Sugar molecule researchers used by cancer cells on their surfaces to hide from the immune system, and the researchers found that the same molecule may help in treating type 1 diabetes.
The study was conducted by Mayo Clinic researchers in the United States, and its results were published in the Journal of Clinical Investiation on August 1, and the Yurrick Alert website was written.
Type 1 diabetes is an autoimmune disease, as the immune system attacks the Beta -Benkrolic Beta cells that produce insulin by mistake.
The disease is caused by genetic factors and other factors, and the number of people with it is estimated at 1.3 million people in the United States.
Cancer cells use a variety of ways to evade the immune response, including wrapping themselves with a sugar molecule known as lyic acid.
The researchers in a laboratory mice with type 1 diabetes found the possibility of providing beta cells with the same sugar molecule, which enables the immune system to tolerate these cells.
“Our results show the possibility of beta cells engineering so that she does not stimulate an immune response,” says Immunology researcher, Dr. Virginia Shapiro, a researcher participating in the study.
A few years ago, Dr. Shapiro team proved that Enzyme is known as the CT8 S6 (ST8SIA6), which increases the acid acid on the surface of the cancer cells, which helps her to appear as if it is not strange bodies targeted by the immune system.
“This enzyme is covering the cancer cells with a sugar layer, and it can help protect the abnormal cell from the natural immune response. We asked whether the enzyme itself is also able to protect the natural cell from the abnormal immunological response.”
The team for the first time proved the authenticity of this concept in an artificial inductive model of diabetes.
Cell engineering
The team studied laboratory mice known as the automatic development of self -immune diabetes (type 1), which is largely close to the process that occurs in patients.
The researchers engineered beta cells in the models to produce the CT8 SA6 6.
The team found that engineering cells were 90% effective in preventing the development of type 1 diabetes. Beta cells, which are usually maintained by the immune system in type 1 diabetes.
It is important that researchers also found that the immune response to engineering cells appears to be highly specialized, according to the medical and doctoral student in Mayo Clinic, Justin Choi, the co -author of the study.
“Although beta cells survive, the immune system remained intact,” says Choi.
The researchers were able to monitor active and interactive cells, as well as evidence of an autonomous response against another pathological process.
There is no healing treatment for type 1 diabetes, and the treatment includes the use of artificial insulin to regulate blood sugar to undergo the transplantation of the cells of the pancreatic islands, which include essential beta cells.
Dr. Shapiro aims to explore the use of genetically modified beta cells in the cells of the pancreatic islands that can be implanted with the aim of ultimately improving patients for patients because the planting process includes inhibiting the immunity of the entire immune system.
“The goal is to provide implantable cells without the need to inhibit immunity,” says Dr. Shapiro.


**EXERCISE INSTRUCTIONS**
Return the lines below that carry the word "hyperbola".

**DATASET RECORDS**

+===+

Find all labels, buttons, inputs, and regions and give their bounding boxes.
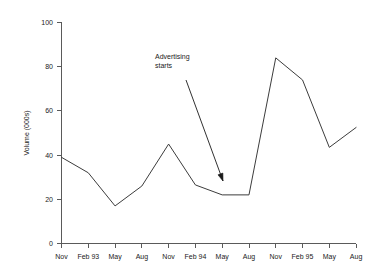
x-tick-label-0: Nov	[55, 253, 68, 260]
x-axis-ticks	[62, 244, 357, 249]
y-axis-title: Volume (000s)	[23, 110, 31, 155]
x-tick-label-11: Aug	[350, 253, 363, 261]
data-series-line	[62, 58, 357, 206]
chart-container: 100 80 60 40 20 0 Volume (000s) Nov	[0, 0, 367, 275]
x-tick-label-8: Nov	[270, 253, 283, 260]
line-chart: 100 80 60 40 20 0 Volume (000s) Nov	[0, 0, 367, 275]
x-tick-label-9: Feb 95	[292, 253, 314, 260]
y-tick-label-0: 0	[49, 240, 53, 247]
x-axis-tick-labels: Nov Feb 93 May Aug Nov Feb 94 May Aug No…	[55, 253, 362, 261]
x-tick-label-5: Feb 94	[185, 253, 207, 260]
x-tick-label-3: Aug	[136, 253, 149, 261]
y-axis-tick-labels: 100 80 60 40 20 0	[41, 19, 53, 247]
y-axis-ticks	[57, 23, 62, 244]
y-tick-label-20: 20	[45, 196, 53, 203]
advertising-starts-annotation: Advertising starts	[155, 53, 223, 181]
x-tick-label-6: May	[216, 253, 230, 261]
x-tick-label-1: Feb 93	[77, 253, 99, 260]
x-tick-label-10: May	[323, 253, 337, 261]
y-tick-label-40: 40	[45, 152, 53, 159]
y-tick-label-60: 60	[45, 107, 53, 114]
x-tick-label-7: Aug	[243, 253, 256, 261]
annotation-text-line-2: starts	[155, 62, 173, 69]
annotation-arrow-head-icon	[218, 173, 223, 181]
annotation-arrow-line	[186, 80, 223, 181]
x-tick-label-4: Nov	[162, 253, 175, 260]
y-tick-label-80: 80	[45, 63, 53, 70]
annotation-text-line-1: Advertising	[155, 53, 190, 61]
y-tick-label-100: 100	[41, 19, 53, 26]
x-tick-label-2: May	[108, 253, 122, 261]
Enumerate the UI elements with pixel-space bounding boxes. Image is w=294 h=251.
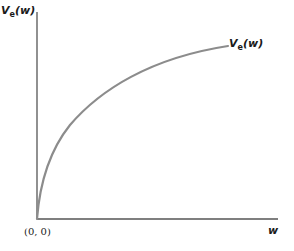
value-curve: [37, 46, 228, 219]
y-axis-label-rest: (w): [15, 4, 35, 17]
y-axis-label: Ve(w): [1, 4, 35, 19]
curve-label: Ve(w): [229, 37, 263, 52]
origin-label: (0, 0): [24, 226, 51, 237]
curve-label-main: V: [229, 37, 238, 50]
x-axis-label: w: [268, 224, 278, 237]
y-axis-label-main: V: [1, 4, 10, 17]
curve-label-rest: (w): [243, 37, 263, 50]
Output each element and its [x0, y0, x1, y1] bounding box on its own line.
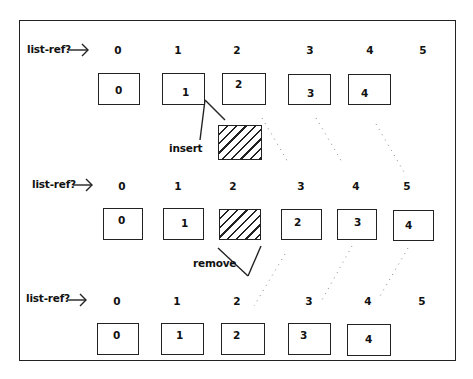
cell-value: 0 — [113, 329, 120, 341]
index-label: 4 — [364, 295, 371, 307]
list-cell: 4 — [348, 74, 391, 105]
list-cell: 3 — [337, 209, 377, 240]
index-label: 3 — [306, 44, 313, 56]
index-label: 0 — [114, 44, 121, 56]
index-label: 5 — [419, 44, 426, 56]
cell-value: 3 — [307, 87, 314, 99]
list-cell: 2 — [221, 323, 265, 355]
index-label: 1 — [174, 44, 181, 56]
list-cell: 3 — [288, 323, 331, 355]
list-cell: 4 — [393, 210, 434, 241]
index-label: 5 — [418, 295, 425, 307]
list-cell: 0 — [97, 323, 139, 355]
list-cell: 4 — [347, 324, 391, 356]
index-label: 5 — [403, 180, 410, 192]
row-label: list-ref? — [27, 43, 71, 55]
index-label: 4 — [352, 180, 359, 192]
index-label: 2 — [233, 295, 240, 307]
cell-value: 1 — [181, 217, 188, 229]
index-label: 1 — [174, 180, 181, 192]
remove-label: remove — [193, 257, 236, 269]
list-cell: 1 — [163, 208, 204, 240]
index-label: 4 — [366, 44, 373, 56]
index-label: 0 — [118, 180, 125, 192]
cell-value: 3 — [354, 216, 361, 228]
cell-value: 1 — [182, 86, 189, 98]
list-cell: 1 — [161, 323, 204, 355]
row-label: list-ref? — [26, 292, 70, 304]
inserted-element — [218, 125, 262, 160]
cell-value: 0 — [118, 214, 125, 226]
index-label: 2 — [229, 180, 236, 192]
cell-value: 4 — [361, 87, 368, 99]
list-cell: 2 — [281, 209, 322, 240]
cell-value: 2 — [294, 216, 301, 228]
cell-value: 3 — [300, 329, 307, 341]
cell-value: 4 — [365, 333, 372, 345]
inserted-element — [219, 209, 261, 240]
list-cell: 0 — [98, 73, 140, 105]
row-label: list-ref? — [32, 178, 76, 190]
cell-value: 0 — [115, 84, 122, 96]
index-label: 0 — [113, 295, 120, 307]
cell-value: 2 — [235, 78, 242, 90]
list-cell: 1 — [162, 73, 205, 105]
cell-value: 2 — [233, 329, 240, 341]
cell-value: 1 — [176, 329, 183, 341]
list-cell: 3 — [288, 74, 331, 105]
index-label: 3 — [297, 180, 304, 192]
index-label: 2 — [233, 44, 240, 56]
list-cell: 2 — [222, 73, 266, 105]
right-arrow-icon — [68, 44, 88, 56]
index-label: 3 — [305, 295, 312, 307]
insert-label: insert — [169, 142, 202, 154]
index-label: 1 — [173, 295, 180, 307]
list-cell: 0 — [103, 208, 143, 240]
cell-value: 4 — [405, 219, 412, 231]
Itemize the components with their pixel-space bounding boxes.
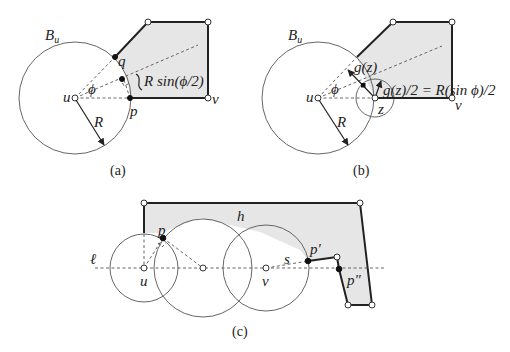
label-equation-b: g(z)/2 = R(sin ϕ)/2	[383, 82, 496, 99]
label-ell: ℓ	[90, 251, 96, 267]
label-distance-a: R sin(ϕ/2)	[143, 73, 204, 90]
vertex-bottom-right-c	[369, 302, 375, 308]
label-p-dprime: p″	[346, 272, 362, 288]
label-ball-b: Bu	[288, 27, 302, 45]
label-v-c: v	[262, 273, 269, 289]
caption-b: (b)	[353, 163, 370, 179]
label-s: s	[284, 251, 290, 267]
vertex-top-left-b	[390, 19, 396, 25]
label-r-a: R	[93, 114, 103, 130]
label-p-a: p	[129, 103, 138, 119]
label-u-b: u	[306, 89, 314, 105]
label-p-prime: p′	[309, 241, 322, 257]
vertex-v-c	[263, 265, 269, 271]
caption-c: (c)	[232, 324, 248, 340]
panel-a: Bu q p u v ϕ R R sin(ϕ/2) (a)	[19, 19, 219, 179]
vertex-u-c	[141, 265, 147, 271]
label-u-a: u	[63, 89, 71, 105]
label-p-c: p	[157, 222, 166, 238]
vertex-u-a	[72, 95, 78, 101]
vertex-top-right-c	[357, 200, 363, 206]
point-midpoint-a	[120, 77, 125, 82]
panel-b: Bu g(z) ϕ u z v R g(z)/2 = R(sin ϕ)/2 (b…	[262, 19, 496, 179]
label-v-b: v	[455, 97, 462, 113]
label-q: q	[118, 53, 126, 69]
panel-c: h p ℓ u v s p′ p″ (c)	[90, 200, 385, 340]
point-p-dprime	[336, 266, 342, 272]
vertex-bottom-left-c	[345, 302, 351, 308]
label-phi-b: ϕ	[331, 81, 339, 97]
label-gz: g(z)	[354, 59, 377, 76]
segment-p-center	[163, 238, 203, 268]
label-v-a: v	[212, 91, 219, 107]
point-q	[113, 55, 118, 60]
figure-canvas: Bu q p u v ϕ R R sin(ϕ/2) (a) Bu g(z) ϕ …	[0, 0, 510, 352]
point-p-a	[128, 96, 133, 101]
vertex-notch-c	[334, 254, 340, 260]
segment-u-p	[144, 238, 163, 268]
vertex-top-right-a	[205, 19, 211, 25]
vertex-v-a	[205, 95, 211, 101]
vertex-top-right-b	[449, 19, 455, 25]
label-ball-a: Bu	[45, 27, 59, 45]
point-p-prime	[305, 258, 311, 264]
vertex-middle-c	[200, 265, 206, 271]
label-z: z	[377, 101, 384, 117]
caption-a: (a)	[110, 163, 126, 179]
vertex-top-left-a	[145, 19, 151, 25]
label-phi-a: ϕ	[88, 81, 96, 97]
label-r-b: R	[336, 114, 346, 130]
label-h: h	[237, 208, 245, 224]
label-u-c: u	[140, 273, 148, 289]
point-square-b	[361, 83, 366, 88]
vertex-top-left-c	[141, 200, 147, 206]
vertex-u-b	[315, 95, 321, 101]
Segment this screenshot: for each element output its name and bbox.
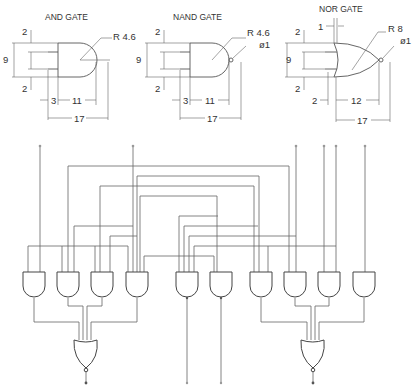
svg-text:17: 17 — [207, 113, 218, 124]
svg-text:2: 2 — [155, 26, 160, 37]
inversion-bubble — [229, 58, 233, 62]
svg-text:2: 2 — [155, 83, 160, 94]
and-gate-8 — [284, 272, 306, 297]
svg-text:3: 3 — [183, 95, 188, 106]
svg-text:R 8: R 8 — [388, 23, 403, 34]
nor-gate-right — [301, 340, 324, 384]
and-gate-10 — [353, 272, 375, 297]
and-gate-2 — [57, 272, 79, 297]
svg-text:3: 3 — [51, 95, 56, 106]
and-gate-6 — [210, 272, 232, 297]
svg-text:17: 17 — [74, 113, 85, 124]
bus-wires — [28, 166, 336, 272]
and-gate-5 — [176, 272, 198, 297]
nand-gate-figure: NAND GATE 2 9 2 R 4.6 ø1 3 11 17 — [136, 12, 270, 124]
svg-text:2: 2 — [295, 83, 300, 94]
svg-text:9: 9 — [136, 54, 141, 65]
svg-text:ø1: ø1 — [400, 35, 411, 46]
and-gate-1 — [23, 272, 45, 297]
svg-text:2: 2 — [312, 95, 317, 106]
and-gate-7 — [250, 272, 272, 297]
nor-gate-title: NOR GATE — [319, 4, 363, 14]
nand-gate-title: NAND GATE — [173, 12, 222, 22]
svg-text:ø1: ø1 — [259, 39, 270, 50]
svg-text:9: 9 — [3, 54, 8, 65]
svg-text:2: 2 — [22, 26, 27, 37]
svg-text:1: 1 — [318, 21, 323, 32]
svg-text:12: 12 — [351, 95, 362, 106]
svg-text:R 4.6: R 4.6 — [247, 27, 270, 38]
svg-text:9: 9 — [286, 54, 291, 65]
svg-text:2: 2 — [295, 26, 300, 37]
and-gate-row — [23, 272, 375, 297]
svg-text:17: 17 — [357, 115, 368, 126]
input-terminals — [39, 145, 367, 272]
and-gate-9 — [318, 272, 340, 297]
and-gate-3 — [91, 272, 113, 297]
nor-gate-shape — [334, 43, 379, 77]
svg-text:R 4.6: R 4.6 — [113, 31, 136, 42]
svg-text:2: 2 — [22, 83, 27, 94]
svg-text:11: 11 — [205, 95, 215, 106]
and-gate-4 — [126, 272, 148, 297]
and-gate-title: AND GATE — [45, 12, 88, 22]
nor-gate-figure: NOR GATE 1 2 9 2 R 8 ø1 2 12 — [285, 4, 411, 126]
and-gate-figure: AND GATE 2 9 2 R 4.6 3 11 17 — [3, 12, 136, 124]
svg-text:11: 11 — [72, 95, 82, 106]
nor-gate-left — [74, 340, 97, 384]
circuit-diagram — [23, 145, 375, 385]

+===+

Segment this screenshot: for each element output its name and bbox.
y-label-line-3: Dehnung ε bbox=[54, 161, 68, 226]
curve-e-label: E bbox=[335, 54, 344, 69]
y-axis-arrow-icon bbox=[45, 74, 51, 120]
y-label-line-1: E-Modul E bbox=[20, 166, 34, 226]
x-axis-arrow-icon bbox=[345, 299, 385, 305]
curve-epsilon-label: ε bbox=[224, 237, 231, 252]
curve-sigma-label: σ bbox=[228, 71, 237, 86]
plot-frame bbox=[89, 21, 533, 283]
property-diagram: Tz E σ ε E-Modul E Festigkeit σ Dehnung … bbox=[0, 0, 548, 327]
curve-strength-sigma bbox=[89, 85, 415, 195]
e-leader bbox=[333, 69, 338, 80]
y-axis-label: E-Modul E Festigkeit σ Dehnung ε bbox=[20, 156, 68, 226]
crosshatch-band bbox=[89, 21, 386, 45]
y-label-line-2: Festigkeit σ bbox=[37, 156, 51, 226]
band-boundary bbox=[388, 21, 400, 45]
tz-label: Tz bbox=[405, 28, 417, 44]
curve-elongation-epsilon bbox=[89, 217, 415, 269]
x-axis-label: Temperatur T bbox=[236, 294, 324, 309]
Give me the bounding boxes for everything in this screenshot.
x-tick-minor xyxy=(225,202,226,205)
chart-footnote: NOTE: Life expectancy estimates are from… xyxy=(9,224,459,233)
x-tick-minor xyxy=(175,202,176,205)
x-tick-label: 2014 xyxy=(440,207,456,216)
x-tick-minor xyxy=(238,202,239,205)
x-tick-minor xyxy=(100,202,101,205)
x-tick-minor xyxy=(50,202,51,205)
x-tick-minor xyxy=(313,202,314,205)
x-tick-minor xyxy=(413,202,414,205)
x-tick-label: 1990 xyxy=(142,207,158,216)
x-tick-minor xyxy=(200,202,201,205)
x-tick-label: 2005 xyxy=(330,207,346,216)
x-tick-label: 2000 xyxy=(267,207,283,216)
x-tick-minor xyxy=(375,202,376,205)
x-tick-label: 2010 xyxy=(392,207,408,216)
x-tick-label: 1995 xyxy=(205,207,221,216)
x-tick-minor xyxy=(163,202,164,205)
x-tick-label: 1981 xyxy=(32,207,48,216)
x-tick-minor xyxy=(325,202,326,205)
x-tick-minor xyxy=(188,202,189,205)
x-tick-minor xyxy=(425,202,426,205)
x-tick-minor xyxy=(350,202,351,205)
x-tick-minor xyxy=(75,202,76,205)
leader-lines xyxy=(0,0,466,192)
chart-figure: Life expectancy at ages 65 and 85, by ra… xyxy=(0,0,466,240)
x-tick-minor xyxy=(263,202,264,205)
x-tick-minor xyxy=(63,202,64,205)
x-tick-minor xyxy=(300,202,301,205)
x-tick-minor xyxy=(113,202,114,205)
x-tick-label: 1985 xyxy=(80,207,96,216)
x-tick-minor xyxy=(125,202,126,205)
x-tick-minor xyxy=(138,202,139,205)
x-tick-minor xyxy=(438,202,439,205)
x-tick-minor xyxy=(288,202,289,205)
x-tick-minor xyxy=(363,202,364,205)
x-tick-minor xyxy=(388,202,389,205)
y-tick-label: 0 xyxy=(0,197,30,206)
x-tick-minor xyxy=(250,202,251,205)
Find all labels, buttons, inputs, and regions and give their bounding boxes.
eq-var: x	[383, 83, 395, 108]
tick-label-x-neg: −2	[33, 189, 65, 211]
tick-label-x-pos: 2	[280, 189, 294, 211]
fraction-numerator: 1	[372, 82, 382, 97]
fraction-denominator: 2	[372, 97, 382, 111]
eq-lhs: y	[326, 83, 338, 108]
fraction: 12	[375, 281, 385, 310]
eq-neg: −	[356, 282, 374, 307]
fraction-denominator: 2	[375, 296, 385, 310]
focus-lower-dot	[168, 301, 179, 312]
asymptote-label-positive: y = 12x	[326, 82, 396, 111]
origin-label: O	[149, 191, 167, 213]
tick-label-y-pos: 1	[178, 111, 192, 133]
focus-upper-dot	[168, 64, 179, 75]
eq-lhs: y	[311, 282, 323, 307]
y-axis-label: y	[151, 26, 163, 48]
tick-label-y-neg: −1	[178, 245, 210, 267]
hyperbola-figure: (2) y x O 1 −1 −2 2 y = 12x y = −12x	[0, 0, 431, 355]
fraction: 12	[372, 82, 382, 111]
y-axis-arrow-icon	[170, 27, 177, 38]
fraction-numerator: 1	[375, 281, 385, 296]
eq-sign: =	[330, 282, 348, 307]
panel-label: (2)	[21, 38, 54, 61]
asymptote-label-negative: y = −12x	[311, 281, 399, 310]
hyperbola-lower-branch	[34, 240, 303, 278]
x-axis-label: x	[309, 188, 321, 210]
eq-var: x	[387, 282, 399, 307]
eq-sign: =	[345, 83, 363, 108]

+===+

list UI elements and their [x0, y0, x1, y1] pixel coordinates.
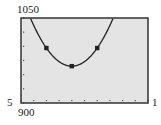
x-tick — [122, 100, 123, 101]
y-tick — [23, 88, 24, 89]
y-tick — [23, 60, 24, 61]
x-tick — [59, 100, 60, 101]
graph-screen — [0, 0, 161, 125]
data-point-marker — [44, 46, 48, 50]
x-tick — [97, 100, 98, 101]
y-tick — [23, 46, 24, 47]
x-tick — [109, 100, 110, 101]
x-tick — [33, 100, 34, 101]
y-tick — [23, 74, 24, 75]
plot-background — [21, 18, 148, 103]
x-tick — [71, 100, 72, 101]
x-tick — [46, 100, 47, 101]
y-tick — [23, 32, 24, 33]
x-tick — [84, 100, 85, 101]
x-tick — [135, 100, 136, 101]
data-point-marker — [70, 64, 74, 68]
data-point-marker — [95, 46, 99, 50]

+===+

**RESULT**
hyperbola-figure: (2) y x O 1 −1 −2 2 y = 12x y = −12x	[0, 0, 431, 355]
hyperbola-lower-branch	[34, 240, 303, 278]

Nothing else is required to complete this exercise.